Algorithms Can Lie And Deceive But Can They Be Stopped?

• https://www.technocracy.news

Algorithms can dictate whether you get a mortgage or how much you pay for insurance. But sometimes they're wrong – and sometimes they are designed to deceive.

Lots of algorithms go bad unintentionally. Some of them, however, are made to be criminal. Algorithms are formal rules, usually written in computer code, that make predictions on future events based on historical patterns. To train an algorithm you need to provide historical data as well as a definition of success.

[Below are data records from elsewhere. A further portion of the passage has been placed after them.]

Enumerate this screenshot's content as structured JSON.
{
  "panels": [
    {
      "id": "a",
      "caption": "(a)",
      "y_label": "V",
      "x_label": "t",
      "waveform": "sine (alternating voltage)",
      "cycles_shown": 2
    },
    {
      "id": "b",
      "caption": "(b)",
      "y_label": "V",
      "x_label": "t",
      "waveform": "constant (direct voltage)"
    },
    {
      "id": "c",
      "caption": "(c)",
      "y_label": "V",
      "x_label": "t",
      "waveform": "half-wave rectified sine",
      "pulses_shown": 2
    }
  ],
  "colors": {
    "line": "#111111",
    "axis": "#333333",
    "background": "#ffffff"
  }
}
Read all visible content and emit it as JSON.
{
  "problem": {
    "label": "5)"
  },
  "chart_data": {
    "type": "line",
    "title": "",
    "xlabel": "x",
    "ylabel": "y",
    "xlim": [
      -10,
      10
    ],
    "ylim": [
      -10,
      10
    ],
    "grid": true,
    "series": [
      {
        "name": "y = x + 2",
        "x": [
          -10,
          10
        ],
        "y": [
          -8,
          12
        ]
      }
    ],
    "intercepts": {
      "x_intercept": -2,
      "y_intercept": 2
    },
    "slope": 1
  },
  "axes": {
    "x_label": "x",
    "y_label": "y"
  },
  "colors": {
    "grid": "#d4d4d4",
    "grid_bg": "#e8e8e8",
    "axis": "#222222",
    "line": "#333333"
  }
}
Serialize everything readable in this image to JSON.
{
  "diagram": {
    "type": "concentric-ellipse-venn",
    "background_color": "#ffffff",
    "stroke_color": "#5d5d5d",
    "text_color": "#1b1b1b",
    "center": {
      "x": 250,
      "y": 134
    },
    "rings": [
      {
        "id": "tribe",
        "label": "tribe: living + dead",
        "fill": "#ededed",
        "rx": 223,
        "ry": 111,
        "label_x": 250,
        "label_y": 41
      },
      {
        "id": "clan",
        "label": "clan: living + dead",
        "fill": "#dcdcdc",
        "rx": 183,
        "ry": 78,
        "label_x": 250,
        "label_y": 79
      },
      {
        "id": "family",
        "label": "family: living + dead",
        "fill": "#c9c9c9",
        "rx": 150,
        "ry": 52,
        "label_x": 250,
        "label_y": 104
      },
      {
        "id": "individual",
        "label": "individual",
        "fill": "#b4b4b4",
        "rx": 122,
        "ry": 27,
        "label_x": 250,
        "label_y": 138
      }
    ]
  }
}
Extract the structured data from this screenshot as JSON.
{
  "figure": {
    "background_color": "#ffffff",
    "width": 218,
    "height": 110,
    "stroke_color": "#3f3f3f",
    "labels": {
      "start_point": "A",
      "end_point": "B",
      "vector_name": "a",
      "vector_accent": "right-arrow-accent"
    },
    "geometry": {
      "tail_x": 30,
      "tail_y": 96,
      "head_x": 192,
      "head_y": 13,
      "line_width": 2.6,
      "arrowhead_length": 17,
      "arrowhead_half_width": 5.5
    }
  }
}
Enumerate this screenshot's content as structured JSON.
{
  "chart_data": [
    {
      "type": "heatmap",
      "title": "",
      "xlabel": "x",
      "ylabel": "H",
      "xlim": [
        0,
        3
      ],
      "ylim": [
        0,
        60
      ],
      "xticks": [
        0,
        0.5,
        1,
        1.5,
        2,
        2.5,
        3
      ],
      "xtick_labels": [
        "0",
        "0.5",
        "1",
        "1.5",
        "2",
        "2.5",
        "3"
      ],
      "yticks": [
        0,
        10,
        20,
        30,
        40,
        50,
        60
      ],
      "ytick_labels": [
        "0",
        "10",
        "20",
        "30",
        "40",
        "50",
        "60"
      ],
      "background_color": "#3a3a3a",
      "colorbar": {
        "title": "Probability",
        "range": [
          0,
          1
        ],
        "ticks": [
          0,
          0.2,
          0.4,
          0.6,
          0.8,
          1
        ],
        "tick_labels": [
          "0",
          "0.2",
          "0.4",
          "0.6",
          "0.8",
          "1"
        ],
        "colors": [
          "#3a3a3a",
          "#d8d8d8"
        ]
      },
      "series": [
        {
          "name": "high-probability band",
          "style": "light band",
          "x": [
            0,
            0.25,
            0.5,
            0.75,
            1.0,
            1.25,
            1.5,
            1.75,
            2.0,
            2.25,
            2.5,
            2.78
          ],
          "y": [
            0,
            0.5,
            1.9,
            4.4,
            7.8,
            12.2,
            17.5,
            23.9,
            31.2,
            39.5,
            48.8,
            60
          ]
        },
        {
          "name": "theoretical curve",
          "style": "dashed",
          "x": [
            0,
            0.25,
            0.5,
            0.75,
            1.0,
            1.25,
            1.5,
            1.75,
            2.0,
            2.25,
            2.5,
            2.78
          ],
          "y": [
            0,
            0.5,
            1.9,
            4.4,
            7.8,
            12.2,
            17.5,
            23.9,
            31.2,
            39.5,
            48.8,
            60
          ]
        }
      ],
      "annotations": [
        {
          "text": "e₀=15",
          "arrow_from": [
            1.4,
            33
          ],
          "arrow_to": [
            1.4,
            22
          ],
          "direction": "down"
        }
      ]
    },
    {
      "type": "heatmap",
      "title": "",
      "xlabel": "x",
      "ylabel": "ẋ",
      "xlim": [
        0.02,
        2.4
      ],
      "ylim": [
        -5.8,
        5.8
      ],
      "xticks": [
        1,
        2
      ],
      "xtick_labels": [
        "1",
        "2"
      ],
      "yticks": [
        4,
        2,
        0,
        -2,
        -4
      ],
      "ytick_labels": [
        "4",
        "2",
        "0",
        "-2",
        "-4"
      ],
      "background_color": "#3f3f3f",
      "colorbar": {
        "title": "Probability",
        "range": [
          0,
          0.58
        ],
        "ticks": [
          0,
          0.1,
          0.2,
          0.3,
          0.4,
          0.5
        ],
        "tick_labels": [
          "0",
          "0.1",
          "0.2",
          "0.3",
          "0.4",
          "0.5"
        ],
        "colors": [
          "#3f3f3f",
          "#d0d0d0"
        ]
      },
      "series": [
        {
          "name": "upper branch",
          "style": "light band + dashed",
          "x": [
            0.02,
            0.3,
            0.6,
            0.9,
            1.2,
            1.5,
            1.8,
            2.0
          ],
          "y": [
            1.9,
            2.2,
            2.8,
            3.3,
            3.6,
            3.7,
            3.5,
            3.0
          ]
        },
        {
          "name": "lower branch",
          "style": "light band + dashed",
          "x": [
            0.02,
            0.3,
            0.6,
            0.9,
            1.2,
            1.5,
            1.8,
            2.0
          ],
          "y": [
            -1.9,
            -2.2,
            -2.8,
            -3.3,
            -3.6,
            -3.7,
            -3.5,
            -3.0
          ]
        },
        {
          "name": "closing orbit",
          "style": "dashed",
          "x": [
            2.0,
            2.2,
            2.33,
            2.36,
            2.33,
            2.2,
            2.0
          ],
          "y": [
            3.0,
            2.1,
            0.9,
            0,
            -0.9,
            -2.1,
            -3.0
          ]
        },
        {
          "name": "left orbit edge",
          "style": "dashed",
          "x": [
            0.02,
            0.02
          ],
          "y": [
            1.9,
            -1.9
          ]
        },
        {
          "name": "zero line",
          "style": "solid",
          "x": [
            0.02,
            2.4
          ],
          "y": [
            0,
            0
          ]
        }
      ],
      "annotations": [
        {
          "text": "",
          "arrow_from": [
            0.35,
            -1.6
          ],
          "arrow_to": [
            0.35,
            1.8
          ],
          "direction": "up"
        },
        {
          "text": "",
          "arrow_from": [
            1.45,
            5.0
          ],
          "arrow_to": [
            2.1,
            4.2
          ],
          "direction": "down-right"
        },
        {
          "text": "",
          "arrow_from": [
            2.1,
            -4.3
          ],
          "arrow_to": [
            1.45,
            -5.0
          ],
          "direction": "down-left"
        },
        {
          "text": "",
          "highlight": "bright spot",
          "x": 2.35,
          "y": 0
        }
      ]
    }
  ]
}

We've seen finance get taken over by algorithms in the past few decades. Trading algorithms use historical data to predict movements in the market. Success for that algorithm is a predictable market move, and the algorithm is vigilant for patterns that have historically happened just before that move. Financial risk models also use historical market changes to predict cataclysmic events in a more global sense, so not for an individual stock but rather for an entire market. The risk model for mortgage-backed securities was famously bad – intentionally so – and the trust in those models can be blamed for much of the scale and subsequent damage wrought by the 2008 financial crisis.

Since 2008, we've heard less from algorithms in finance, and much more from big data algorithms. The target of this new generation of algorithms has been shifted from abstract markets to individuals. But the underlying functionality is the same: collect historical data about people, profiling their behaviour online, location, or answers to questionnaires, and use that massive dataset to predict their future purchases, voting behaviour, or work ethic.

The recent proliferation in big data models has gone largely unnoticed by the average person, but it's safe to say that most important moments where people interact with large bureaucratic systems now involve an algorithm in the form of a scoring system. Getting into college, getting a job, being assessed as a worker, getting a credit card or insurance, voting, and even policing are in many cases done algorithmically. Moreover, the technology introduced into these systematic decisions is largely opaque, even to their creators, and has so far largely escaped meaningful regulation, even when it fails. That makes the question of which of these algorithms are working on our behalf even more important and urgent.